Eventually, regulatory arbitrage could lead to a “race to the bottom”, in which jurisdictions compete to attract business by lowering cybersecurity standards. This would undermine efforts to raise global baseline protections and put companies that invest in robust security practices at a competitive disadvantage, although there would be a countervailing possibility that having better security practices would put them at a competitive advantage. In any event, without international co-ordination and mutual recognition mechanisms, the fragmentation of regulatory environments may incentivise the avoidance, not the adoption, of high standards, weakening collective cyber resilience.

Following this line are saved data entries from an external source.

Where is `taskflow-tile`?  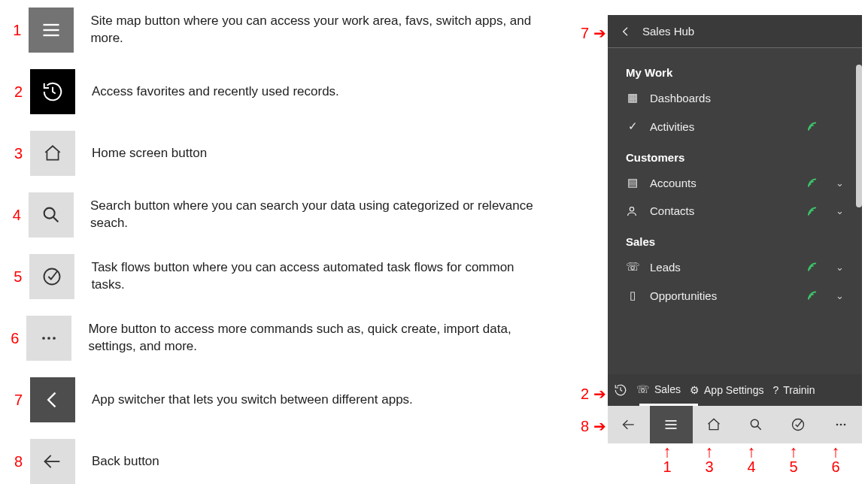
taskflow-tile is located at coordinates (52, 277).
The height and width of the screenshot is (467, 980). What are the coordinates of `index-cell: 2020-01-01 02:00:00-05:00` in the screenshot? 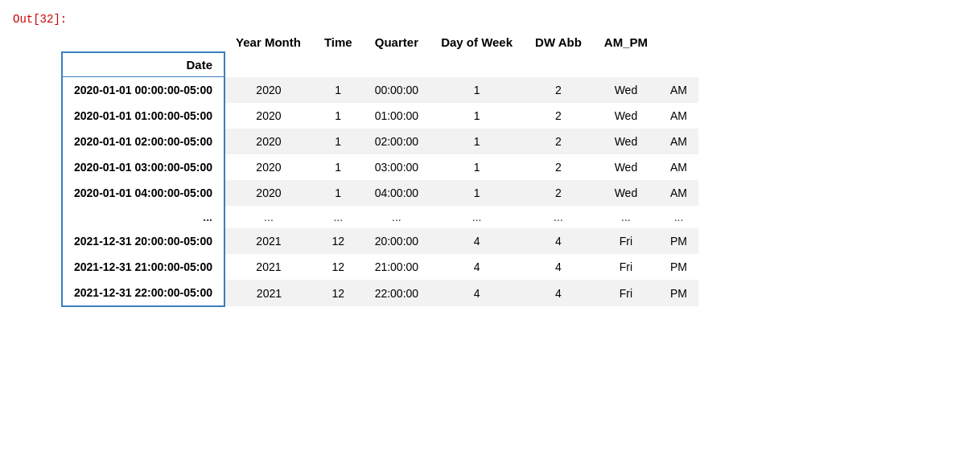 It's located at (143, 141).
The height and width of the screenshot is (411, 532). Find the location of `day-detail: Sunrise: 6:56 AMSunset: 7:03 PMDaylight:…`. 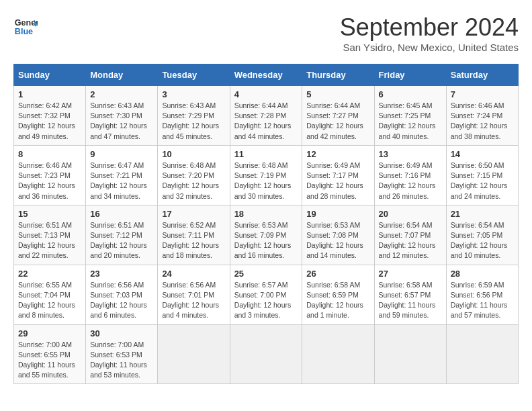

day-detail: Sunrise: 6:56 AMSunset: 7:03 PMDaylight:… is located at coordinates (118, 300).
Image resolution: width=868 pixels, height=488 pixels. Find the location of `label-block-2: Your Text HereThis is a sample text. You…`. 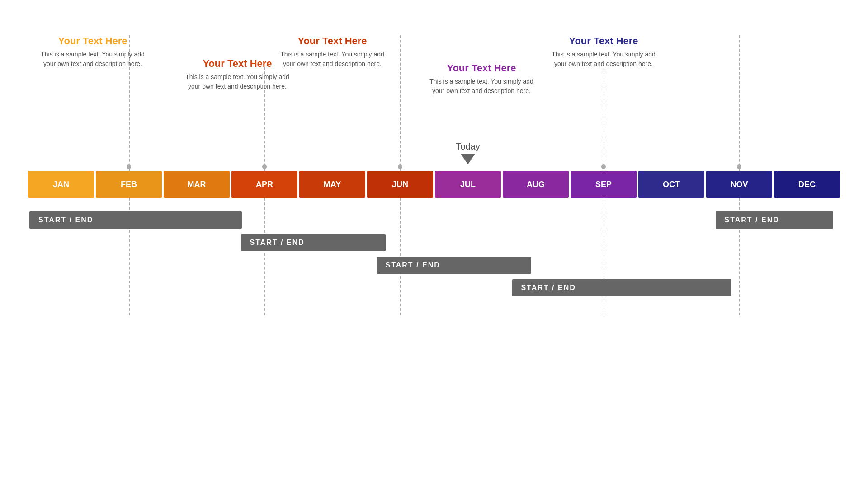

label-block-2: Your Text HereThis is a sample text. You… is located at coordinates (237, 75).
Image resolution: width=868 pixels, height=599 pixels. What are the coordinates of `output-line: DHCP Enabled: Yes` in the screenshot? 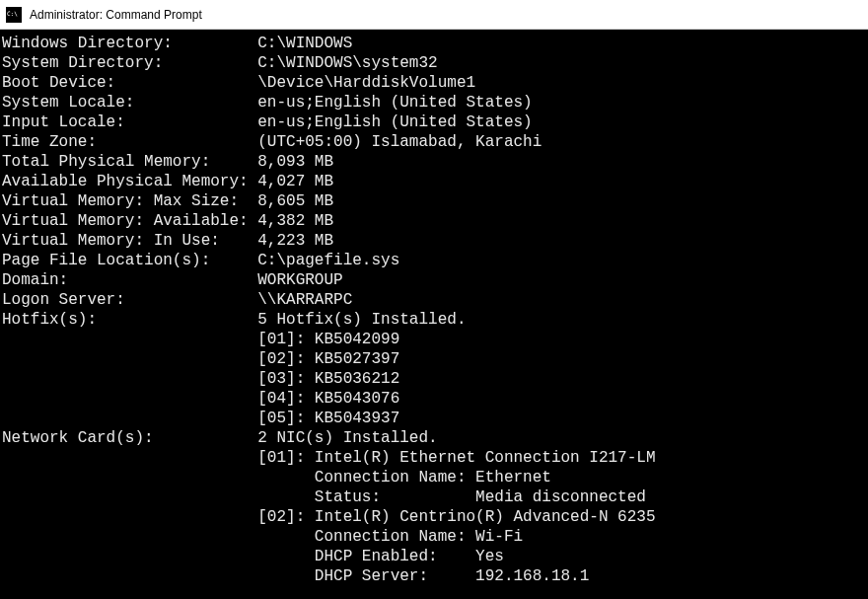 It's located at (435, 557).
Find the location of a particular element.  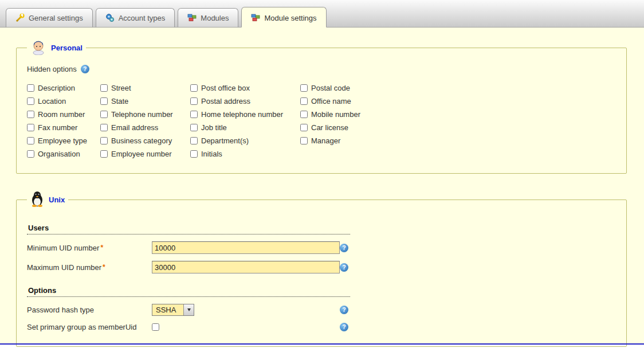

hidden-options-row: Hidden options ? is located at coordinates (322, 69).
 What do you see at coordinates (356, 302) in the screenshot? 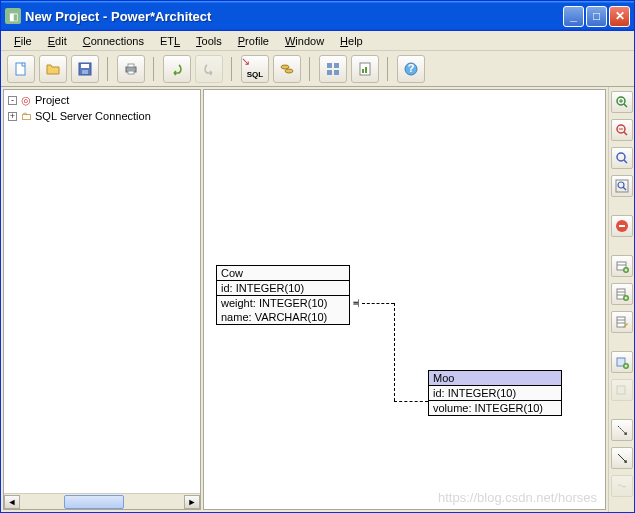
I see `crowfoot-icon: ⫤` at bounding box center [356, 302].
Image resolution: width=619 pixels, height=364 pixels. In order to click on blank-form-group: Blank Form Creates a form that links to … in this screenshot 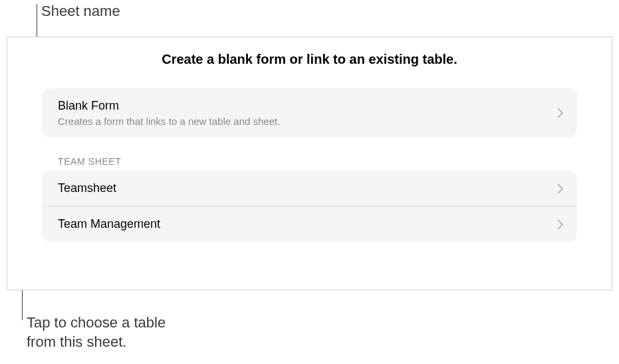, I will do `click(310, 113)`.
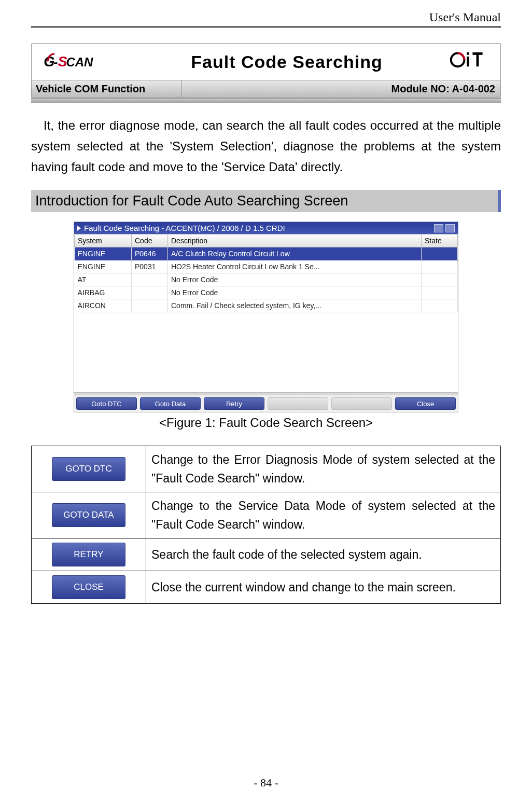 The image size is (532, 802). Describe the element at coordinates (324, 587) in the screenshot. I see `desc-text: Close the current window and change to t…` at that location.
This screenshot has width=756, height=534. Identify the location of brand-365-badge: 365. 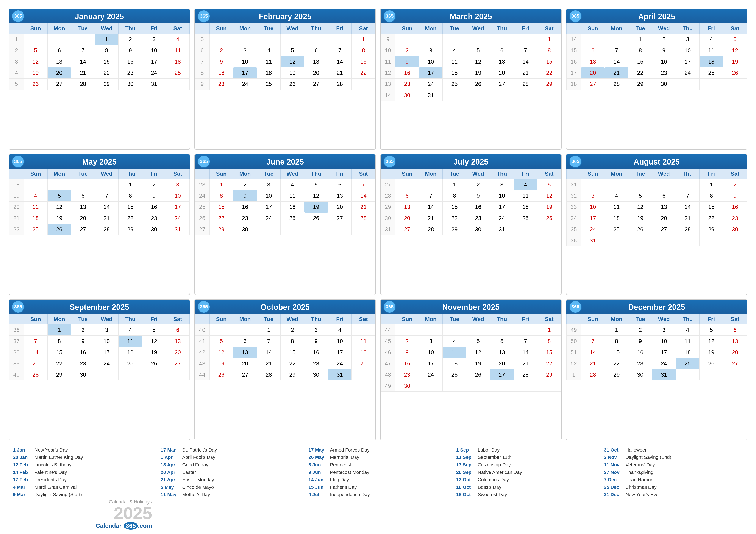
(131, 526).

3.5. Trust and policy coherence are eroded
Copy link to 3.5. Trust and policy coherence are erodedFinally, regulatory fragmentation can weaken trust in public institutions and in the digital economy more broadly (OECD, 2025[28]). When stakeholders are confronted with inconsistent rules or unco-ordinated responses to incidents, confidence in the predictability and fairness of regulatory systems may decline. It can discourage engagement with authorities and reduce the transparency of risk management practices, and lead businesses and consumers to question whether regulations are applied equitably. Over time, such uncertainty may also undermine public confidence in digital services and the broader digital ecosystem, particularly when similar incidents are treated differently across jurisdictions, giving the impression of uneven protection standards. Fragmented approaches may also erode trust between governments, slowing the development of co-ordinated strategies for addressing global cyber threats.
For governments, fragmentation undermines the ability to assess policy effectiveness, identify systemic risks and benchmark progress. Divergent regulatory frameworks increase the risk of duplication, overlapping mandates, and inconsistent enforcement, which can complicate policy evaluation and decision-making. This can also complicate international dialogue and make the pursuit of global or regional agreements more difficult (CEPR, 2022[33]). Divergent rules and inconsistent enforcement across jurisdictions require negotiators to reconcile multiple, sometimes conflicting, regulatory approaches before reaching consensus. This slows the development of coherent frameworks, reduces the likelihood of mutually recognised standards and may result in compromises that weaken the overall effectiveness of agreements. In turn, governments may struggle to co-ordinate cross-border responses to emerging cyber threats, share threat intelligence efficiently or implement joint resilience measures, ultimately limiting the collective ability to strengthen cybersecurity at a regional or global level.
Note
Copy link to Note← 1. In this document, the term “harmonisation” is used only when referring to specific domestic or regional initiatives that seek to align rules within an internal framework (e.g. domestic efforts within the US or regional initiatives within the EU). In all other contexts, the document uses “coherence” to describe enhanced consistency and interoperability across jurisdictions in a less prescriptive manner, recognising differences in legal systems, institutional arrangements, and regulatory mandates.